Different organisations. Different jurisdictions. But exactly the same failure.
And once again, it was tempting for some to frame this as a “technology problem”. It isn’t. This is a professional judgement problem.
Generative AI does not “know” anything. It does not retrieve facts in the way a researcher does. It predicts what comes next in a sentence based on probability. That makes it extremely fluent – and sometimes extremely wrong. It can invent academic papers. It can attribute quotes to people who never said them. It can generate URLs that look authentic but go nowhere. And it does all of this with complete confidence.
When that output flows straight into reports, policy papers, press releases, or research summaries without being checked, the damage does not attach itself to the AI tool. It attaches itself to the people and organisations who put their name on it.
We often hear the phrase human in the loop offered as reassurance. In the cases we discussed, humans were very much in the loop. The problem is that they appear to have been in the loop as editors, not verifiers. They polished language. They reviewed structure. But they did not check whether the sources were real.

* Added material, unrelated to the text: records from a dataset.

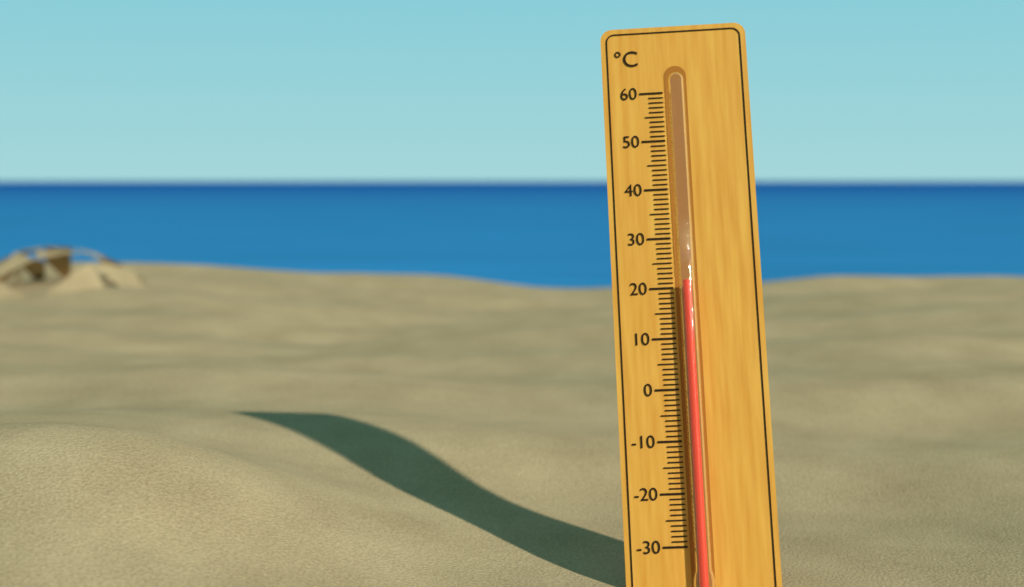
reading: 21 °C
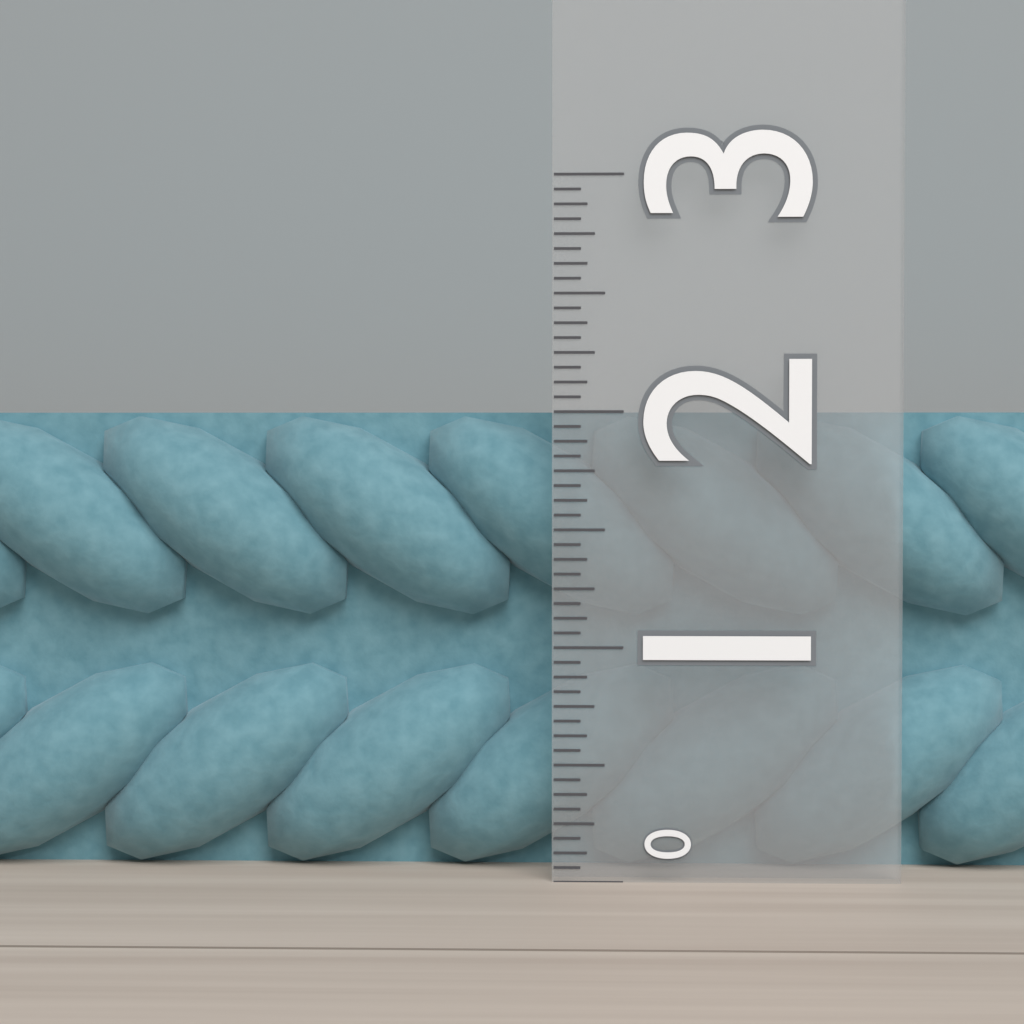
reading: 2.0000 (no unit)
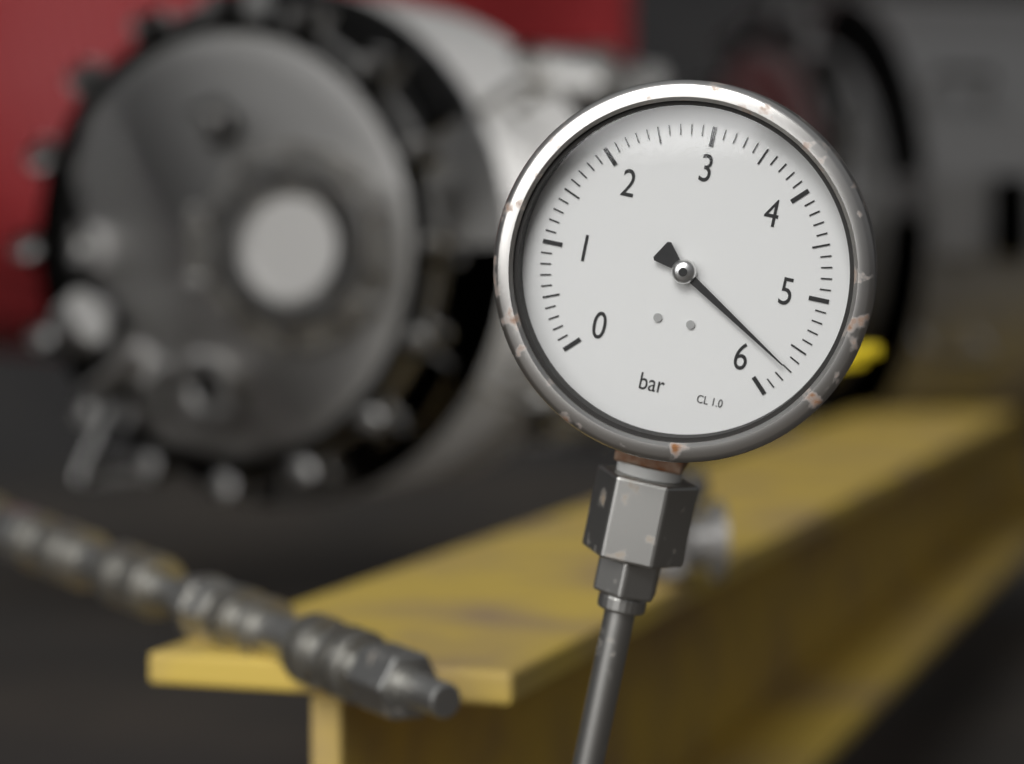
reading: 5.7 bar
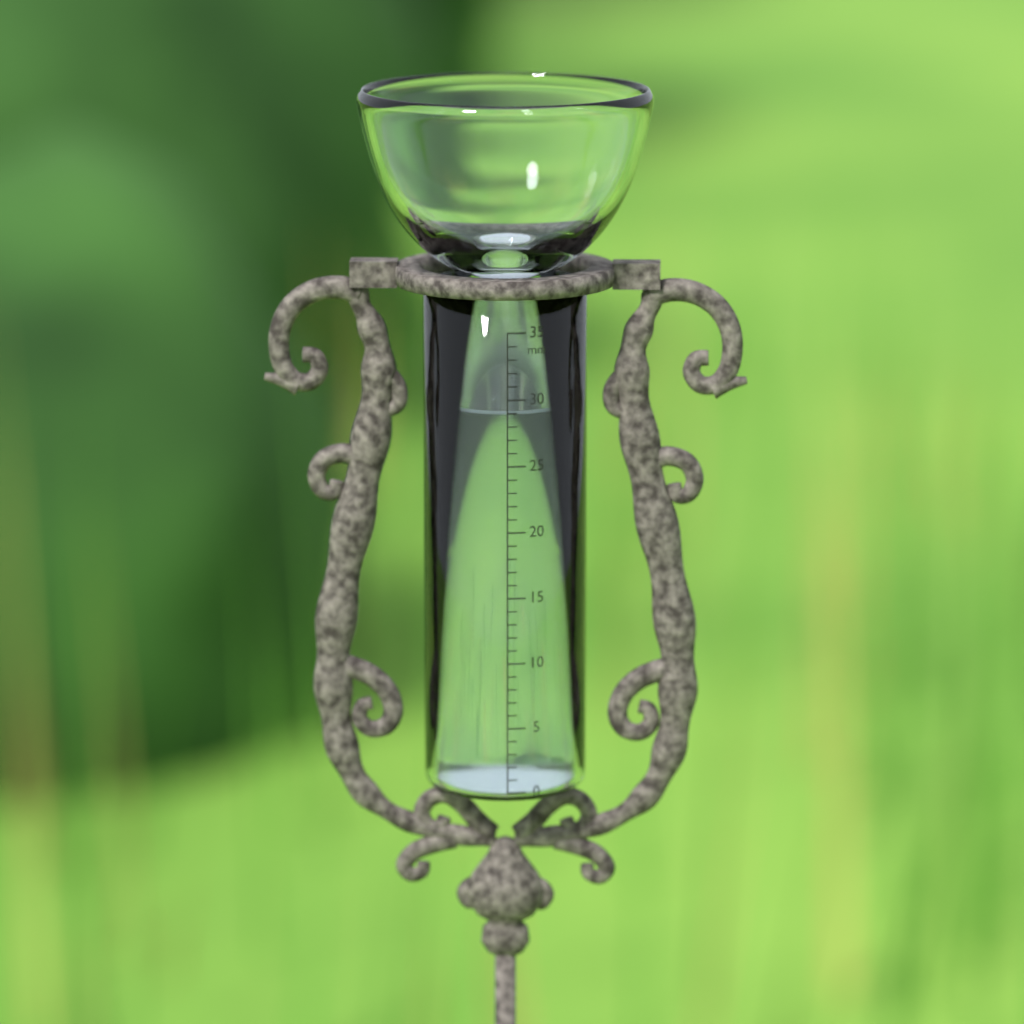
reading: 29 mm
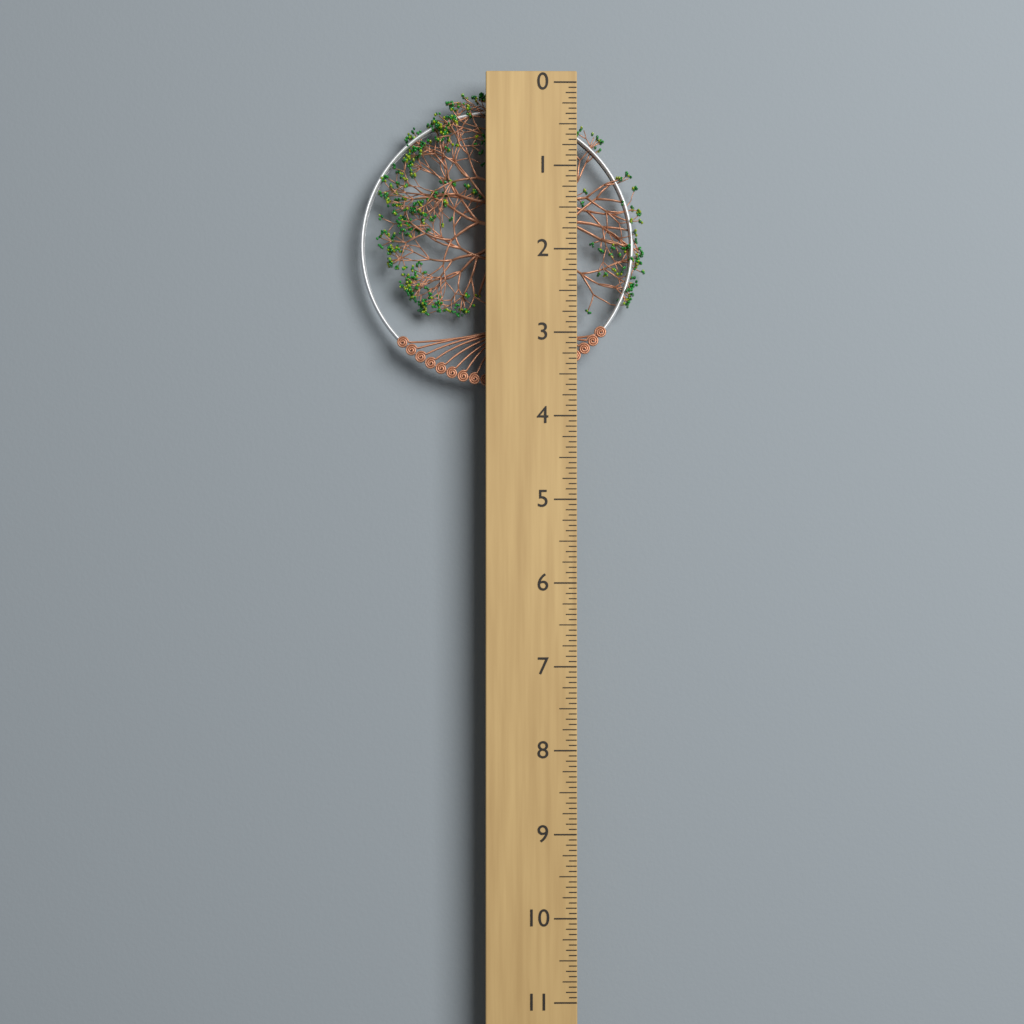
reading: 3.6250 (no unit)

That distinction now matters more than ever.
Yes, that takes time. But so does repairing trust once it has been damaged. So does issuing corrections. So does facing public scrutiny when errors surface in high-profile work. As Shel put it in the podcast episode, the cost of proper verification is still far lower than the cost of getting it wrong.
This is why this topic keeps resurfacing in our recent podcast episodes. The incidents are becoming more frequent. The stakes are rising. And yet, in many organisations, verification is still treated as an optional extra rather than a core capability.
It should now be neither optional nor negotiable.
You can use AI.
You can benefit from AI.
But you cannot delegate truth to AI.
Being “human in the loop” only works if the human is a fact-checker, not just an editor.
That is no longer a best practice. It is the baseline.